When the Fog Held Secrets
The thermometer read 43°F when my waders crunched through frost-coated gravel. Lake Superior's shoreline dissolved into pearly mist, the kind that makes spinning reel handles stick to bare fingers. I always fish the north cove after autumn storms - walleye haunt the drop-offs where my grandfather taught me to jig.
'Should've brought the damn hand warmers,' I muttered, watching my chartreuse jig disappear into black water. Three hours in, my thermos held nothing but regrets and cold coffee. Then the loons started calling - not their usual yodels, but sharp alarm cries that made the hair on my neck rise.
The strike came as I switched to a nightcrawler. Something primal in the way the rod arched told me this wasn't another rock bass. Line screamed off the reel like a banshee. When the fog parted momentarily, I glimpsed silver scales flashing below the surface - a muskie? Here?
It rolled beside the kayak, easily 40 inches, its gills flaring as I reached for the net. Our eyes met for one heartbeat before the hook popped free. The wake from its tail slap rocked my boat as it vanished into the mist.
Now I sip bourbon by the fire pit, still smelling lakewater on my hands. Some mysteries aren't meant to be landed - just felt tugging at your line in the frozen dawn.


# [Your assignment]
Leave out the images and return all the data word for word.

# [Entries provided]
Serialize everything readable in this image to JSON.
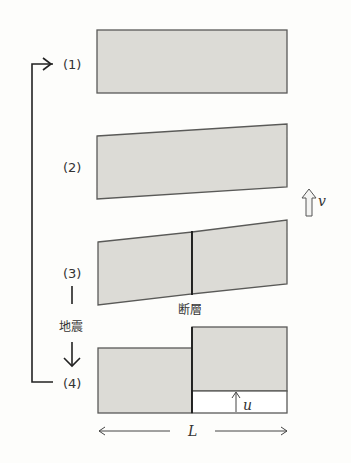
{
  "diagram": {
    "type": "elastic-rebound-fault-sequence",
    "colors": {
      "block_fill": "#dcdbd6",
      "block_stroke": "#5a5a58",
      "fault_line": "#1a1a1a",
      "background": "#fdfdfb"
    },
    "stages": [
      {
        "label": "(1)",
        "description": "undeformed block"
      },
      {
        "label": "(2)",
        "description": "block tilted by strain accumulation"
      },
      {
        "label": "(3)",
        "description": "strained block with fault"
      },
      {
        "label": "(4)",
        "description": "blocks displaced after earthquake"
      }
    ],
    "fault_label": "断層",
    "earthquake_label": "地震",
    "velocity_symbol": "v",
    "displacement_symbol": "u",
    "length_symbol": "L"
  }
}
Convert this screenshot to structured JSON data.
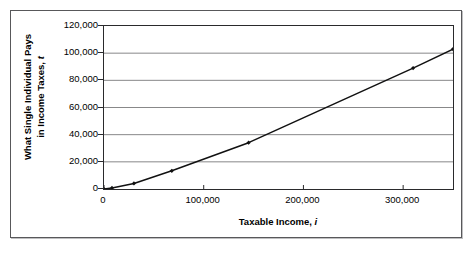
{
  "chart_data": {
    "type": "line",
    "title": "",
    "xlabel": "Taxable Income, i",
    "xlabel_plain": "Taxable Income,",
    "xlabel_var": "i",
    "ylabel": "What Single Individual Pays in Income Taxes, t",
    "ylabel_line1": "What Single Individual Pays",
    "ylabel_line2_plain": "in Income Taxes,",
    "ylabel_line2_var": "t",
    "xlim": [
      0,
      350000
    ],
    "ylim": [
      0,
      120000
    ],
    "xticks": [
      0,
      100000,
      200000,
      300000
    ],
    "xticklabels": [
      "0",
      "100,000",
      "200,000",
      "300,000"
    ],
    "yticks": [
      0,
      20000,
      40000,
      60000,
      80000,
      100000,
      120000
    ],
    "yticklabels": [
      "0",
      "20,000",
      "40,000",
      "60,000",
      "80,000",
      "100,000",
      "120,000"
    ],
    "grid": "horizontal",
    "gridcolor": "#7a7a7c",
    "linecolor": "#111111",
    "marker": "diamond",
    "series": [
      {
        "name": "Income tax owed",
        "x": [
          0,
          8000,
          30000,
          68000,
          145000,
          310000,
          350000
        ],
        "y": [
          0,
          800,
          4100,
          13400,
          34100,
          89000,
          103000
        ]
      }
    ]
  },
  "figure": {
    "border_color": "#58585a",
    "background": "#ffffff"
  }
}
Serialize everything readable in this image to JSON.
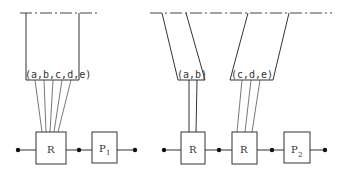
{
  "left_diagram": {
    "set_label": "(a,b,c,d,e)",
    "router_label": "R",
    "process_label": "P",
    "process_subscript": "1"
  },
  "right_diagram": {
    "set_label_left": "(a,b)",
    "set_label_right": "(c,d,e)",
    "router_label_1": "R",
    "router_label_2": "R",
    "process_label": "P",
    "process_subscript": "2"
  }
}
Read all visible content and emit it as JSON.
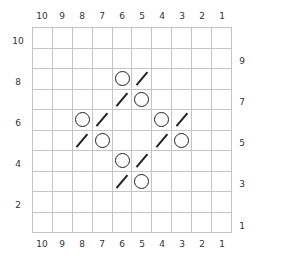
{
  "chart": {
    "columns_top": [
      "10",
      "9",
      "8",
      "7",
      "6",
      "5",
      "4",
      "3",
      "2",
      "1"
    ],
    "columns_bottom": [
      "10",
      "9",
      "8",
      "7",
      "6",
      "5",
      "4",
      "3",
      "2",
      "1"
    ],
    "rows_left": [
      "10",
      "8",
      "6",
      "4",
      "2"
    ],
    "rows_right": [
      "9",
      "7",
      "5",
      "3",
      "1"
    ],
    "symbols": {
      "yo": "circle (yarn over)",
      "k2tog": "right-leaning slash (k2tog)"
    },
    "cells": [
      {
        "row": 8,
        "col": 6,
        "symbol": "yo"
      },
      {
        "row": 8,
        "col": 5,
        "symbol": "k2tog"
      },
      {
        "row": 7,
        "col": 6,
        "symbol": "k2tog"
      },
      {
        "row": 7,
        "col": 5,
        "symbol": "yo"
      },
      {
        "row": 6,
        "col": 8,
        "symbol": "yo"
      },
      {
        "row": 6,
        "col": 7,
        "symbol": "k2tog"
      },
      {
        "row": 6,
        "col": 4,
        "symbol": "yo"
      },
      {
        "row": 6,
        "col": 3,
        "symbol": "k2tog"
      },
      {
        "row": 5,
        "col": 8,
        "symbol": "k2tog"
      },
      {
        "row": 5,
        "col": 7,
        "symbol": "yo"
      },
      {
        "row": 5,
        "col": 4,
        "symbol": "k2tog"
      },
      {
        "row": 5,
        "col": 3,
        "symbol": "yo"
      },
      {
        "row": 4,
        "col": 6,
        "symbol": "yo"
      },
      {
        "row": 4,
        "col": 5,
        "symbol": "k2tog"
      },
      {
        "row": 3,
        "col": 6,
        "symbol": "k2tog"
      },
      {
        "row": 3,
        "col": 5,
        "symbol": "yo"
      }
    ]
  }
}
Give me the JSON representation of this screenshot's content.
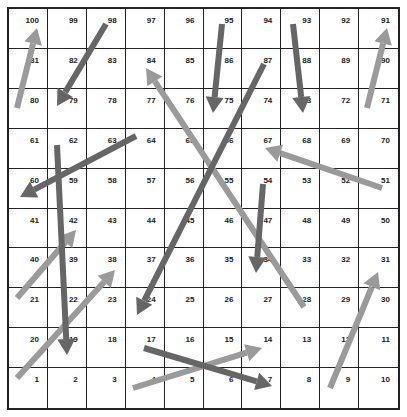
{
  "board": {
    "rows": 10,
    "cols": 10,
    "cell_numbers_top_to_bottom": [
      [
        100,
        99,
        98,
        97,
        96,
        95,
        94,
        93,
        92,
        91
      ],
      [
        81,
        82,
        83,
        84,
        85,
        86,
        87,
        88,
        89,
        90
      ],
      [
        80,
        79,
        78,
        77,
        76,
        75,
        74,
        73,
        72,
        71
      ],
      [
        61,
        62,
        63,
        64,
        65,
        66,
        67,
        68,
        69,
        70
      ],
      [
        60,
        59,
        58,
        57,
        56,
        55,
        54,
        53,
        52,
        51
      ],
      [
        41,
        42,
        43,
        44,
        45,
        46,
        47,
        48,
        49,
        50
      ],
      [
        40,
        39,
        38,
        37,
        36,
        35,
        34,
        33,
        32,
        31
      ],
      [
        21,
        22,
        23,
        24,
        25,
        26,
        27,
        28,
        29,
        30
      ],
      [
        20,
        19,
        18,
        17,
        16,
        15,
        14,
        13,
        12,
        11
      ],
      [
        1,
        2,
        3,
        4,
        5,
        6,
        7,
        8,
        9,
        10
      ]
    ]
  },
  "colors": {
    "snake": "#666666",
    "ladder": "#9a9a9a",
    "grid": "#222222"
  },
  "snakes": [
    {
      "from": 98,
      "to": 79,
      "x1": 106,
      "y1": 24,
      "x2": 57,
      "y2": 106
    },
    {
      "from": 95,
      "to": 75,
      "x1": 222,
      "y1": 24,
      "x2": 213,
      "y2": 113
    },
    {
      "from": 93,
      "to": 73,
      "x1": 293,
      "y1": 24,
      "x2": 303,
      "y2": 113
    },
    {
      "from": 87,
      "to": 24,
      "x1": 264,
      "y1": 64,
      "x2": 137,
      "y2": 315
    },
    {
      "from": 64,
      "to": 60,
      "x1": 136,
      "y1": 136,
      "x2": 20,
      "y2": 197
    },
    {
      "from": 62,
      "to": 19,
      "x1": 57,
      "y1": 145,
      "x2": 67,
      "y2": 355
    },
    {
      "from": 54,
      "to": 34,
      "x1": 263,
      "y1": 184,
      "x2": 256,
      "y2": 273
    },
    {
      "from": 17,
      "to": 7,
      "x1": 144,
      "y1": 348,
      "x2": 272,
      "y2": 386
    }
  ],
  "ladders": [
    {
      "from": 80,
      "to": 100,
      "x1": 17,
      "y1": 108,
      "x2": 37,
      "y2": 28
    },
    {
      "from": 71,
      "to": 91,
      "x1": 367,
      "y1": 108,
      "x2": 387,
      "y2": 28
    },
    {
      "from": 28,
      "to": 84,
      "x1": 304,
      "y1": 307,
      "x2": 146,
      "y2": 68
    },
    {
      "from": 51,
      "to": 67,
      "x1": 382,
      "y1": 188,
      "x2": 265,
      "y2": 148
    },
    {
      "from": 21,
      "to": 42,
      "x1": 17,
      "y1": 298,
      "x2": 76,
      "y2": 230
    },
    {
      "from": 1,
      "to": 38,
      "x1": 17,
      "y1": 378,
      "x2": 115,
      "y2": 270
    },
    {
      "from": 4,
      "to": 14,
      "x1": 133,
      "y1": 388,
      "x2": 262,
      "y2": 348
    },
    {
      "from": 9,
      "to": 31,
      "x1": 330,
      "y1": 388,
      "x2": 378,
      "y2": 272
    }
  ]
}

# [Reply to the exercise]
Serialize everything readable in this image to JSON.
{
  "diagram": {
    "type": "elastic-rebound-fault-sequence",
    "colors": {
      "block_fill": "#dcdbd6",
      "block_stroke": "#5a5a58",
      "fault_line": "#1a1a1a",
      "background": "#fdfdfb"
    },
    "stages": [
      {
        "label": "(1)",
        "description": "undeformed block"
      },
      {
        "label": "(2)",
        "description": "block tilted by strain accumulation"
      },
      {
        "label": "(3)",
        "description": "strained block with fault"
      },
      {
        "label": "(4)",
        "description": "blocks displaced after earthquake"
      }
    ],
    "fault_label": "断層",
    "earthquake_label": "地震",
    "velocity_symbol": "v",
    "displacement_symbol": "u",
    "length_symbol": "L"
  }
}
Convert this screenshot to structured JSON data.
{
  "chart_data": {
    "type": "line",
    "title": "",
    "xlabel": "Taxable Income, i",
    "xlabel_plain": "Taxable Income,",
    "xlabel_var": "i",
    "ylabel": "What Single Individual Pays in Income Taxes, t",
    "ylabel_line1": "What Single Individual Pays",
    "ylabel_line2_plain": "in Income Taxes,",
    "ylabel_line2_var": "t",
    "xlim": [
      0,
      350000
    ],
    "ylim": [
      0,
      120000
    ],
    "xticks": [
      0,
      100000,
      200000,
      300000
    ],
    "xticklabels": [
      "0",
      "100,000",
      "200,000",
      "300,000"
    ],
    "yticks": [
      0,
      20000,
      40000,
      60000,
      80000,
      100000,
      120000
    ],
    "yticklabels": [
      "0",
      "20,000",
      "40,000",
      "60,000",
      "80,000",
      "100,000",
      "120,000"
    ],
    "grid": "horizontal",
    "gridcolor": "#7a7a7c",
    "linecolor": "#111111",
    "marker": "diamond",
    "series": [
      {
        "name": "Income tax owed",
        "x": [
          0,
          8000,
          30000,
          68000,
          145000,
          310000,
          350000
        ],
        "y": [
          0,
          800,
          4100,
          13400,
          34100,
          89000,
          103000
        ]
      }
    ]
  },
  "figure": {
    "border_color": "#58585a",
    "background": "#ffffff"
  }
}
Serialize everything readable in this image to JSON.
{
  "left_diagram": {
    "set_label": "(a,b,c,d,e)",
    "router_label": "R",
    "process_label": "P",
    "process_subscript": "1"
  },
  "right_diagram": {
    "set_label_left": "(a,b)",
    "set_label_right": "(c,d,e)",
    "router_label_1": "R",
    "router_label_2": "R",
    "process_label": "P",
    "process_subscript": "2"
  }
}
Read all visible content and emit it as JSON.
{
  "chart": {
    "columns_top": [
      "10",
      "9",
      "8",
      "7",
      "6",
      "5",
      "4",
      "3",
      "2",
      "1"
    ],
    "columns_bottom": [
      "10",
      "9",
      "8",
      "7",
      "6",
      "5",
      "4",
      "3",
      "2",
      "1"
    ],
    "rows_left": [
      "10",
      "8",
      "6",
      "4",
      "2"
    ],
    "rows_right": [
      "9",
      "7",
      "5",
      "3",
      "1"
    ],
    "symbols": {
      "yo": "circle (yarn over)",
      "k2tog": "right-leaning slash (k2tog)"
    },
    "cells": [
      {
        "row": 8,
        "col": 6,
        "symbol": "yo"
      },
      {
        "row": 8,
        "col": 5,
        "symbol": "k2tog"
      },
      {
        "row": 7,
        "col": 6,
        "symbol": "k2tog"
      },
      {
        "row": 7,
        "col": 5,
        "symbol": "yo"
      },
      {
        "row": 6,
        "col": 8,
        "symbol": "yo"
      },
      {
        "row": 6,
        "col": 7,
        "symbol": "k2tog"
      },
      {
        "row": 6,
        "col": 4,
        "symbol": "yo"
      },
      {
        "row": 6,
        "col": 3,
        "symbol": "k2tog"
      },
      {
        "row": 5,
        "col": 8,
        "symbol": "k2tog"
      },
      {
        "row": 5,
        "col": 7,
        "symbol": "yo"
      },
      {
        "row": 5,
        "col": 4,
        "symbol": "k2tog"
      },
      {
        "row": 5,
        "col": 3,
        "symbol": "yo"
      },
      {
        "row": 4,
        "col": 6,
        "symbol": "yo"
      },
      {
        "row": 4,
        "col": 5,
        "symbol": "k2tog"
      },
      {
        "row": 3,
        "col": 6,
        "symbol": "k2tog"
      },
      {
        "row": 3,
        "col": 5,
        "symbol": "yo"
      }
    ]
  }
}
Give me the JSON representation of this screenshot's content.
{
  "board": {
    "rows": 10,
    "cols": 10,
    "cell_numbers_top_to_bottom": [
      [
        100,
        99,
        98,
        97,
        96,
        95,
        94,
        93,
        92,
        91
      ],
      [
        81,
        82,
        83,
        84,
        85,
        86,
        87,
        88,
        89,
        90
      ],
      [
        80,
        79,
        78,
        77,
        76,
        75,
        74,
        73,
        72,
        71
      ],
      [
        61,
        62,
        63,
        64,
        65,
        66,
        67,
        68,
        69,
        70
      ],
      [
        60,
        59,
        58,
        57,
        56,
        55,
        54,
        53,
        52,
        51
      ],
      [
        41,
        42,
        43,
        44,
        45,
        46,
        47,
        48,
        49,
        50
      ],
      [
        40,
        39,
        38,
        37,
        36,
        35,
        34,
        33,
        32,
        31
      ],
      [
        21,
        22,
        23,
        24,
        25,
        26,
        27,
        28,
        29,
        30
      ],
      [
        20,
        19,
        18,
        17,
        16,
        15,
        14,
        13,
        12,
        11
      ],
      [
        1,
        2,
        3,
        4,
        5,
        6,
        7,
        8,
        9,
        10
      ]
    ]
  },
  "colors": {
    "snake": "#666666",
    "ladder": "#9a9a9a",
    "grid": "#222222"
  },
  "snakes": [
    {
      "from": 98,
      "to": 79,
      "x1": 106,
      "y1": 24,
      "x2": 57,
      "y2": 106
    },
    {
      "from": 95,
      "to": 75,
      "x1": 222,
      "y1": 24,
      "x2": 213,
      "y2": 113
    },
    {
      "from": 93,
      "to": 73,
      "x1": 293,
      "y1": 24,
      "x2": 303,
      "y2": 113
    },
    {
      "from": 87,
      "to": 24,
      "x1": 264,
      "y1": 64,
      "x2": 137,
      "y2": 315
    },
    {
      "from": 64,
      "to": 60,
      "x1": 136,
      "y1": 136,
      "x2": 20,
      "y2": 197
    },
    {
      "from": 62,
      "to": 19,
      "x1": 57,
      "y1": 145,
      "x2": 67,
      "y2": 355
    },
    {
      "from": 54,
      "to": 34,
      "x1": 263,
      "y1": 184,
      "x2": 256,
      "y2": 273
    },
    {
      "from": 17,
      "to": 7,
      "x1": 144,
      "y1": 348,
      "x2": 272,
      "y2": 386
    }
  ],
  "ladders": [
    {
      "from": 80,
      "to": 100,
      "x1": 17,
      "y1": 108,
      "x2": 37,
      "y2": 28
    },
    {
      "from": 71,
      "to": 91,
      "x1": 367,
      "y1": 108,
      "x2": 387,
      "y2": 28
    },
    {
      "from": 28,
      "to": 84,
      "x1": 304,
      "y1": 307,
      "x2": 146,
      "y2": 68
    },
    {
      "from": 51,
      "to": 67,
      "x1": 382,
      "y1": 188,
      "x2": 265,
      "y2": 148
    },
    {
      "from": 21,
      "to": 42,
      "x1": 17,
      "y1": 298,
      "x2": 76,
      "y2": 230
    },
    {
      "from": 1,
      "to": 38,
      "x1": 17,
      "y1": 378,
      "x2": 115,
      "y2": 270
    },
    {
      "from": 4,
      "to": 14,
      "x1": 133,
      "y1": 388,
      "x2": 262,
      "y2": 348
    },
    {
      "from": 9,
      "to": 31,
      "x1": 330,
      "y1": 388,
      "x2": 378,
      "y2": 272
    }
  ]
}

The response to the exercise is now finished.